1st Edition

Lesson Study and Schools as Learning Communities Asian School Reform in Theory and Practice

Edited By Atsushi Tsukui, Masatsugu Murase Copyright 2019
    114 Pages
    by Routledge

    128 Pages
    by Routledge

    School as Learning Community (SLC), or Lesson Study for Learning Community (LSLC) represents an approach to lesson study that emerged in Japan in the 1990s and which has been studied intensively by educators and researchers worldwide to establish democratic learning communities for teachers and students in schools. The model, which involves all teachers in a school observing and sharing a lesson together, creates a listening pedagogy to embrace and develop diversity of learning in each teacher and student – a practice that is as yet, not commonly researched in Asian countries outside of Japan. The book’s theoretical foundation reviews existing literature on SLC and LSLC in the Japanese contexts of educational theories and practices. The chapters discuss patterns of learning practices and the challenges of conducting LSLC in Japan, Taiwan, Korea, Indonesia, and Vietnam. Recommendations for research and practice involving SLC/LSLC are also provided in the book with a key focus on the impact of lesson study on school reform policies.

    Notes on contributors

    List of tables and figures

    Preface

    Part I Theory of SLC

    Chapter 1 Spread and Progress of School as Learning Community in Asia (Manabu Sato)

    Chapter 2 History and Theory of School as Learning Community (Masatsugu Murase)

    Part II Practice of SLC

    Chapter 3 School-Wide Lesson Study Across Subject Areas: Creating School-Based Professional Learning Communities in Japanese Secondary Schools (Yoshiko Kitada)

    Chapter 4 School Reform Practices through Building Learning Community in Korea: Toward Restructuring the Image of Learning (Jiwon Shin and Woo-jung Son)

    Chapter 5 Late Start and Rapid Spread: The Challenge of School as Learning Community in Taiwan (Yulun Huang)

    Chapter 6 Harbinger of Lesson Study for Learning Community in Indonesia (Tatang Suratno, Ibrohim, Ridwan Joharmawan, Husnul Chotimah and Naomi Takasawa)

    Chapter 7 What Makes a Teacher ‘Act’: Changing the Micro-politics of Classroom Observation through Lesson Study in Vietnam (Atsushi Tsukui)

    Index

    Biography

    Atsushi Tsukui is senior researcher at International Development Center of Japan, a consulting firm for social development projects in developing countries.
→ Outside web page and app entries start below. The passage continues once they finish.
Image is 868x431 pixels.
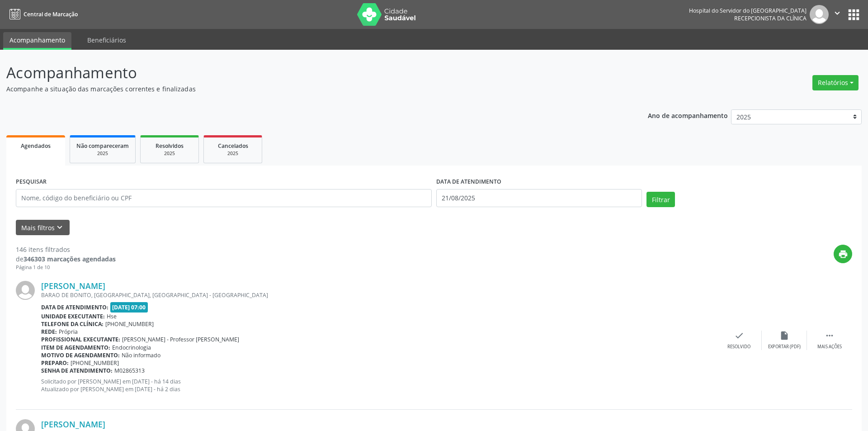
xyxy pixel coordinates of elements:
div: Página 1 de 10 [16,264,116,272]
a: Central de Marcação [6,7,78,22]
a: [PERSON_NAME] [41,419,105,430]
i: print [838,249,848,259]
strong: 346303 marcações agendadas [24,255,116,264]
div: de [16,254,116,264]
button:  [829,5,846,24]
div: Resolvido [727,344,750,350]
b: Unidade executante: [41,313,105,320]
p: Acompanhe a situação das marcações correntes e finalizadas [6,84,605,94]
label: PESQUISAR [16,175,46,189]
div: Hospital do Servidor do [GEOGRAPHIC_DATA] [689,7,806,14]
span: Própria [59,328,78,336]
p: Ano de acompanhamento [648,110,728,121]
div: 2025 [76,150,129,157]
span: Agendados [21,142,50,150]
div: BARAO DE BONITO, [GEOGRAPHIC_DATA], [GEOGRAPHIC_DATA] - [GEOGRAPHIC_DATA] [41,291,716,299]
span: Endocrinologia [112,344,151,351]
button: print [833,245,852,264]
i: check [734,331,744,340]
input: Selecione um intervalo [436,189,642,207]
b: Senha de atendimento: [41,367,112,374]
i: insert_drive_file [780,331,789,340]
span: Resolvidos [156,142,184,150]
b: Item de agendamento: [41,344,110,351]
b: Preparo: [41,360,69,367]
div: 2025 [147,150,192,157]
span: [DATE] 07:00 [110,302,148,313]
a: Acompanhamento [3,32,71,50]
div: 2025 [210,150,255,157]
b: Telefone da clínica: [41,320,103,328]
span: Não informado [122,351,161,360]
b: Rede: [41,328,57,336]
i:  [824,331,835,340]
b: Data de atendimento: [41,304,108,311]
span: Hse [107,313,116,320]
i:  [832,8,842,18]
p: Solicitado por [PERSON_NAME] em [DATE] - há 14 dias Atualizado por [PERSON_NAME] em [DATE] - há 2... [41,378,716,393]
span: Não compareceram [76,142,129,150]
div: 146 itens filtrados [16,245,116,254]
img: img [809,5,829,24]
span: Central de Marcação [24,10,78,18]
span: [PHONE_NUMBER] [71,360,119,367]
b: Motivo de agendamento: [41,351,120,360]
label: DATA DE ATENDIMENTO [436,175,501,189]
input: Nome, código do beneficiário ou CPF [16,189,432,207]
i: keyboard_arrow_down [54,223,65,233]
span: Recepcionista da clínica [734,14,806,22]
div: Exportar (PDF) [768,344,801,350]
span: M02865313 [114,367,145,374]
a: [PERSON_NAME] [41,281,105,291]
div: Mais ações [817,344,841,350]
a: Beneficiários [81,32,133,48]
span: [PHONE_NUMBER] [105,320,154,328]
span: [PERSON_NAME] - Professor [PERSON_NAME] [122,336,239,343]
span: Cancelados [218,142,248,150]
img: img [16,281,35,300]
b: Profissional executante: [41,336,120,343]
button: apps [846,7,862,22]
p: Acompanhamento [6,61,605,84]
button: Relatórios [812,75,858,91]
button: Filtrar [646,192,675,207]
button: Mais filtroskeyboard_arrow_down [16,220,69,236]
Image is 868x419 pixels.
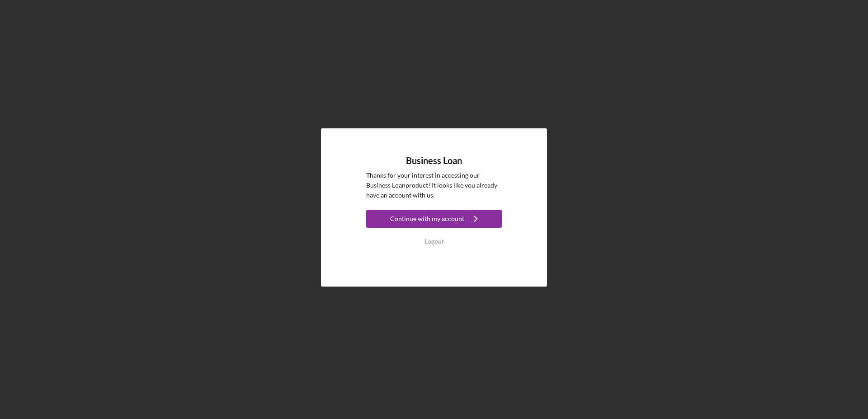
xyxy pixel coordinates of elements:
h4: Business Loan [406,155,462,166]
p: Thanks for your interest in accessing our Business Loan product! It looks like you already have a... [366,171,501,201]
a: Continue with my account [366,210,501,230]
button: Logout [366,232,501,251]
button: Continue with my account [366,210,501,228]
div: Logout [424,232,444,251]
div: Continue with my account [390,210,464,228]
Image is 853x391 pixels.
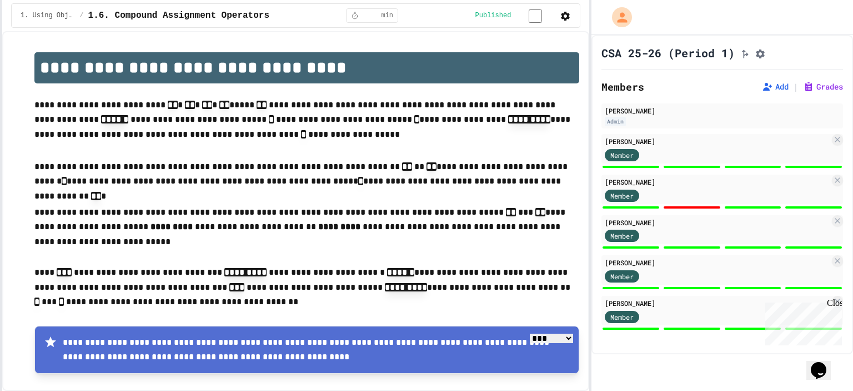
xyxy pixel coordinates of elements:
[755,46,766,59] button: Assignment Settings
[740,46,751,59] button: Click to see fork details
[611,191,634,201] span: Member
[476,8,556,22] div: Content is published and visible to students
[605,106,840,116] div: [PERSON_NAME]
[803,81,843,92] button: Grades
[79,11,83,20] span: /
[611,271,634,281] span: Member
[761,298,842,345] iframe: chat widget
[88,9,269,22] span: 1.6. Compound Assignment Operators
[605,177,830,187] div: [PERSON_NAME]
[381,11,393,20] span: min
[807,346,842,379] iframe: chat widget
[762,81,789,92] button: Add
[605,298,830,308] div: [PERSON_NAME]
[4,4,77,71] div: Chat with us now!Close
[21,11,75,20] span: 1. Using Objects and Methods
[611,312,634,322] span: Member
[605,136,830,146] div: [PERSON_NAME]
[605,117,626,126] div: Admin
[476,11,512,20] span: Published
[611,150,634,160] span: Member
[605,257,830,267] div: [PERSON_NAME]
[601,4,635,30] div: My Account
[516,9,556,23] input: publish toggle
[602,79,644,94] h2: Members
[605,217,830,227] div: [PERSON_NAME]
[602,45,735,61] h1: CSA 25-26 (Period 1)
[611,231,634,241] span: Member
[793,80,799,93] span: |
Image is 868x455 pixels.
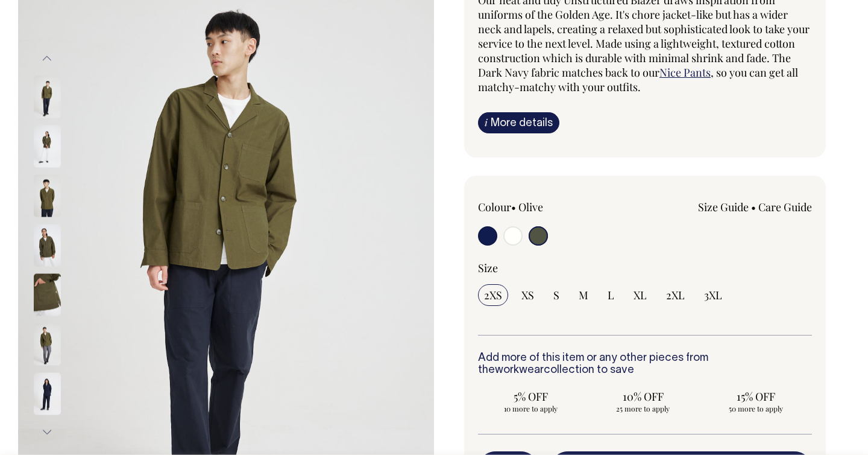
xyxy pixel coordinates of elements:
[597,404,690,414] span: 25 more to apply
[666,288,685,302] span: 2XL
[38,419,56,446] button: Next
[515,284,540,306] input: XS
[484,389,577,404] span: 5% OFF
[484,288,503,302] span: 2XS
[34,324,61,366] img: olive
[478,112,560,134] a: iMore details
[602,284,620,306] input: L
[34,126,61,168] img: olive
[698,200,749,214] a: Size Guide
[634,288,647,302] span: XL
[698,284,728,306] input: 3XL
[758,200,812,214] a: Care Guide
[553,288,560,302] span: S
[518,200,543,214] label: Olive
[495,365,544,375] a: workwear
[34,373,61,415] img: dark-navy
[607,288,615,302] span: L
[478,386,584,417] input: 5% OFF 10 more to apply
[660,284,691,306] input: 2XL
[704,288,722,302] span: 3XL
[579,288,588,302] span: M
[660,65,711,79] a: Nice Pants
[478,352,812,376] h6: Add more of this item or any other pieces from the collection to save
[751,200,756,214] span: •
[511,200,516,214] span: •
[34,274,61,316] img: olive
[572,284,595,306] input: M
[34,224,61,266] img: olive
[484,404,577,414] span: 10 more to apply
[709,389,802,404] span: 15% OFF
[478,65,798,94] span: , so you can get all matchy-matchy with your outfits.
[591,386,697,417] input: 10% OFF 25 more to apply
[478,284,508,306] input: 2XS
[627,284,653,306] input: XL
[522,288,534,302] span: XS
[709,404,802,414] span: 50 more to apply
[38,45,56,72] button: Previous
[34,76,61,119] img: olive
[703,386,809,417] input: 15% OFF 50 more to apply
[478,200,612,214] div: Colour
[485,116,488,129] span: i
[478,261,812,275] div: Size
[34,175,61,217] img: olive
[547,284,565,306] input: S
[597,389,690,404] span: 10% OFF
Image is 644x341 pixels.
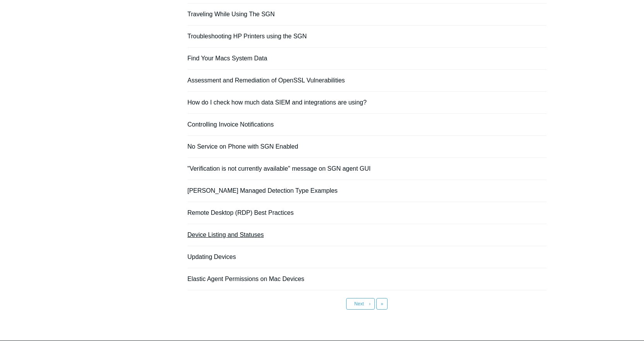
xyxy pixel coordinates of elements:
[187,11,275,17] a: Traveling While Using The SGN
[187,77,345,83] a: Assessment and Remediation of OpenSSL Vulnerabilities
[187,232,264,238] a: Device Listing and Statuses
[187,99,367,105] a: How do I check how much data SIEM and integrations are using?
[187,55,267,61] a: Find Your Macs System Data
[187,143,298,150] a: No Service on Phone with SGN Enabled
[381,301,383,306] span: »
[187,165,371,172] a: "Verification is not currently available" message on SGN agent GUI
[187,33,307,39] a: Troubleshooting HP Printers using the SGN
[346,298,375,310] a: Next
[187,276,304,282] a: Elastic Agent Permissions on Mac Devices
[354,301,364,306] span: Next
[187,188,338,194] a: [PERSON_NAME] Managed Detection Type Examples
[187,254,236,260] a: Updating Devices
[187,121,274,128] a: Controlling Invoice Notifications
[369,301,370,306] span: ›
[187,210,294,216] a: Remote Desktop (RDP) Best Practices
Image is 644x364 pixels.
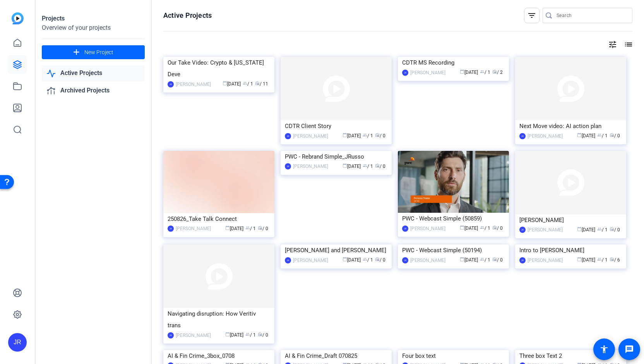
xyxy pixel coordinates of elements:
span: [DATE] [577,227,595,233]
span: calendar_today [342,163,347,168]
div: [PERSON_NAME] [293,257,328,264]
span: radio [375,133,380,137]
span: [DATE] [342,164,361,169]
span: calendar_today [577,257,581,261]
div: [PERSON_NAME] and [PERSON_NAME] [285,244,387,256]
a: Active Projects [42,65,144,81]
div: JR [167,332,174,338]
div: Three box Text 2 [519,350,622,361]
span: calendar_today [459,257,464,261]
span: / 1 [597,133,608,138]
span: [DATE] [342,133,361,138]
span: calendar_today [459,225,464,230]
span: / 1 [480,257,490,262]
span: / 1 [246,226,256,231]
div: [PERSON_NAME] [175,331,211,339]
div: PWC - Webcast Simple (50194) [402,244,504,256]
div: Our Take Video: Crypto & [US_STATE] Deve [167,57,270,80]
div: AI & Fin Crime_Draft 070825 [285,350,387,361]
mat-icon: tune [608,40,617,49]
span: [DATE] [225,226,243,231]
div: PWC - Webcast Simple (50859) [402,213,504,224]
span: / 6 [609,257,620,262]
span: / 1 [480,226,490,231]
div: Next Move video: AI action plan [519,120,622,132]
span: / 11 [255,81,268,87]
span: radio [492,69,497,74]
span: / 1 [242,81,253,87]
div: [PERSON_NAME] [293,132,328,140]
div: JR [519,133,525,139]
div: JR [285,163,291,169]
span: calendar_today [577,227,581,231]
mat-icon: filter_list [527,11,536,20]
div: JR [402,226,408,231]
mat-icon: add [72,48,81,57]
span: group [480,225,485,230]
span: radio [258,226,262,230]
span: / 1 [597,227,608,233]
div: [PERSON_NAME] [293,162,328,170]
mat-icon: accessibility [599,344,609,354]
button: New Project [42,45,144,59]
span: radio [492,225,497,230]
div: [PERSON_NAME] [519,214,622,226]
span: radio [609,133,614,137]
span: group [363,257,367,261]
span: group [597,133,602,137]
span: radio [609,257,614,261]
div: [PERSON_NAME] [527,132,563,140]
span: / 0 [258,226,268,231]
div: [PERSON_NAME] [175,80,211,88]
span: radio [609,227,614,231]
span: [DATE] [577,133,595,138]
div: [PERSON_NAME] [175,224,211,233]
span: calendar_today [225,332,230,336]
span: group [242,81,247,86]
span: calendar_today [342,133,347,137]
img: blue-gradient.svg [12,12,24,25]
span: group [363,163,367,168]
span: [DATE] [223,81,241,87]
span: calendar_today [577,133,581,137]
span: calendar_today [223,81,227,86]
span: radio [375,257,380,261]
input: Search [556,11,626,20]
span: / 0 [375,164,385,169]
span: calendar_today [225,226,230,230]
span: / 1 [480,69,490,75]
span: New Project [85,48,113,57]
div: PWC - Rebrand Simple_JRusso [285,151,387,162]
div: JR [167,226,174,231]
span: [DATE] [577,257,595,262]
span: / 1 [363,133,373,138]
span: / 0 [492,257,503,262]
div: JR [519,257,525,264]
span: / 1 [597,257,608,262]
span: calendar_today [459,69,464,74]
div: Overview of your projects [42,23,144,33]
span: / 0 [609,227,620,233]
div: [PERSON_NAME] [410,224,445,233]
mat-icon: message [624,344,634,354]
span: group [480,257,485,261]
div: Four box text [402,350,504,361]
span: group [597,257,602,261]
span: [DATE] [342,257,361,262]
span: radio [492,257,497,261]
span: radio [258,332,262,336]
div: [PERSON_NAME] [410,257,445,264]
mat-icon: list [623,40,632,49]
span: / 0 [492,226,503,231]
span: / 0 [609,133,620,138]
div: JR [402,257,408,264]
div: JR [402,69,408,76]
span: group [480,69,485,74]
a: Archived Projects [42,83,144,98]
span: / 0 [258,332,268,337]
div: [PERSON_NAME] [410,69,445,76]
div: Projects [42,14,144,23]
span: / 1 [246,332,256,337]
div: JR [285,133,291,139]
div: [PERSON_NAME] [527,226,563,234]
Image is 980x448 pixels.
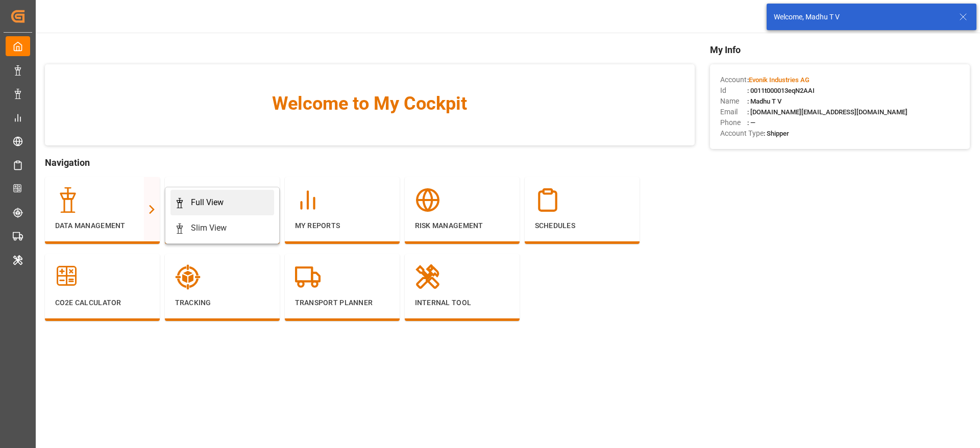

His research focuses on teacher professional development in Japan, Vietnam, Indonesia, Ethiopia and Myanmar. He develops and conducts a series of teacher training by video viewing. His earliest work anthropologically revealed the roles of facilitators for community education in Northern mountainous regions in Vietnam. In subsequent research he conducted in-depth fieldwork of teacher’s lived experiences in Vietnamese schools to investigate teacher value/identity. He is now engaging in his doctoral thesis on Vietnamese teachers’ values reflected in their classroom observation.

    Masatsugu Murase is the founder and director of Azabu Institute of Education, an independent consulting firm in Tokyo, Japan. After gaining experience as a teacher educator at Shinshu University, he became an independent consultant for school education. He has visited numerous schools in Japan and other Asian countries to assist in their school reform efforts. In addition to consulting, he has authored or co-authored several papers and books on diverse subjects, such as learning science, lesson study, professional development, and school reform. He is currently working as part of a JICA project for curriculum development in Myanmar.